The Republic of China (ROC) has a stake in the territorial dispute over the Diaoyutai Islands in the East China Sea largely reported as a row between Japan and mainland China, said Taiwan’s top representative to Seoul.

Speaking with The Korea Times, Thursday, Liang Ying-ping said, “Our stance is clear. The Diaoyutai Islands are the ROC’s territory. It (the dispute) is a three-party concern, not just confined to Japan and China.”

Diaoyutai is the Taiwanese name for the islands, whereas mainland China calls them Diaoyu, and Japan, Senkaku.

The dispute is often labeled as a contest between Japan and mainland China. Mainland China is discontent with Taipei’s claim, as it doesn’t recognize Taiwan as a sovereign nation.

The island group 140 kilometers east of the ROC’s Pengjia islet has emerged as one of the world’s most contentious spots. The Council for Foreign Relations, a think-tank based in the United States, included it on its list of volatile regions recently.
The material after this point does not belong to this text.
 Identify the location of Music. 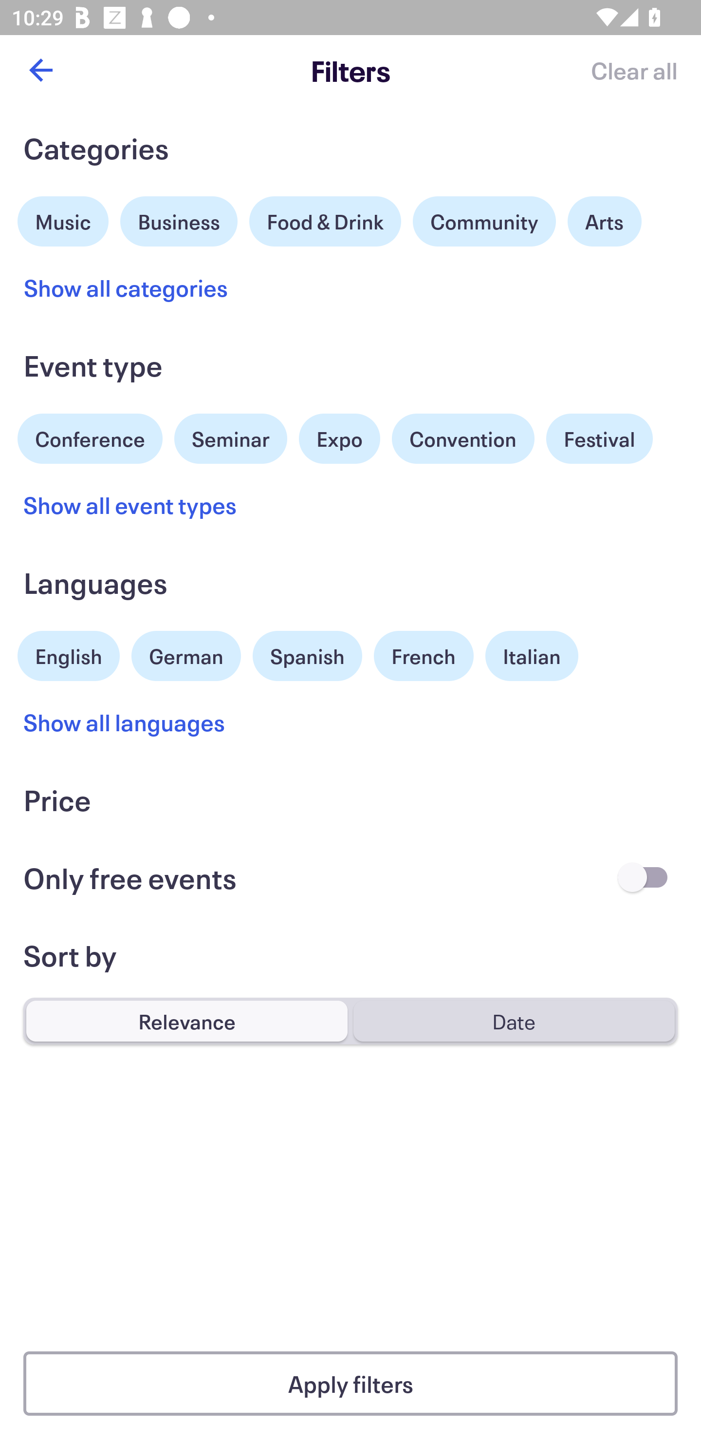
(63, 219).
Both mainland China and Taiwan argue that the islands have been part of their territory since 1534.

They were “secretly annexed” by Japan in 1895 when Japan took up Chinese land as a result of the Sino-Japanese War (1894-1895). China was defeated.

When the 1943 Cairo Declaration and the 1945 Potsdam Proclamation stated Japan must return all the land it had taken, the Diaoyutai Islands were renamed and placed under Okinawa, instead of being restored.
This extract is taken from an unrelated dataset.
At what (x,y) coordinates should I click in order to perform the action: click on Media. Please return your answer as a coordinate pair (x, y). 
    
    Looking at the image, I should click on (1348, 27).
Japan Maritime Self-Defense Force’s P-3C Orion surveillance plane flies over the disputed islands in the East China Sea, called Diaoyutai in Taiwan, Senkaku in Japan and Diaoyu in China. / AP-Yonhap

Japan currently has control over the islands. It doesn’t accept that there’s a dispute, and also rejects the claim that China controlled the islands prior to 1895.

Tensions were at its peak earlier this month as China sent an aircraft flying near the territory prompting Japan to scramble fighter jets.

The representative says the government is tasked with raising awareness of the islands being part of its territory. That explains the piles of brochures in stock at its Seoul office. Taipei issued them for public distribution via its foreign missions scattered throughout the world.

The brochure cites three reasons why the islands belong to Taiwan.

Geographically, “the air and water currents are favorable for sailing from northern Taiwan to the Diaoyutai Islands.” Geologically speaking, it states, the Okinawa Trough “separates the ocean crust from the continental crust in the East China Sea, which makes the Diaoyutai Islands sit on different tectonic plates.” And historically, “according to existing historical documents, the Diaoyutai Islands were first discovered, named and used by the Chinese.”

In addition to brochures, Taipei intermittently organizes public awareness and scholarly events, one of which took place in Seoul earlier this month.

On Aug. 5, Taipei announced the East China Sea Peace Initiative.

The core of the initiative, a proposal for resolving the dispute, is pragmatism. It urges all parties “set aside the sovereignty issue,” and find ways to explore their potential.

Taiwan proposed three sets of separate bilateral negotiations — Japan-China, the ROC-China and the ROC-Japan — to narrow initial differences.

As responses from Japan and mainland China have been lukewarm, the initiative hasn’t seen a major breakthrough yet.

Korea has been in a territorial dispute with Japan as well. Its two easternmost islets in the East Sea are subject to claims of sovereignty from Tokyo, while Seoul denies there’s a dispute.

Tensions went up this summer after President Lee Myung-bak made an unprecedented visit to the islets, stirring political outrage in Japan. The situation is anticipated to exacerbate as new Prime Minister Shinzo Abe and his cabinet members are ultra conservatives.

Representative Liang is a career diplomat, serving in New York, Melbourne and Hanoi before coming to Korea a little over two years ago.

He held high anticipations for future bilateral relations especially under new president Park Geun-hye. He remembers Park as a visionary person, recalling his first meeting with her when she was still a member of the National Assembly.

The envoy envisions a Free Trade Agreement between Taiwan and South Korea in the foreseeable future.

“I hope that Taiwan and Korean can set up a group to study the feasibility to push an FTA,” he said.

He also hoped for the trilateral trade agreement among Korea, Taiwan and China. Korea and China are negotiating an FTA.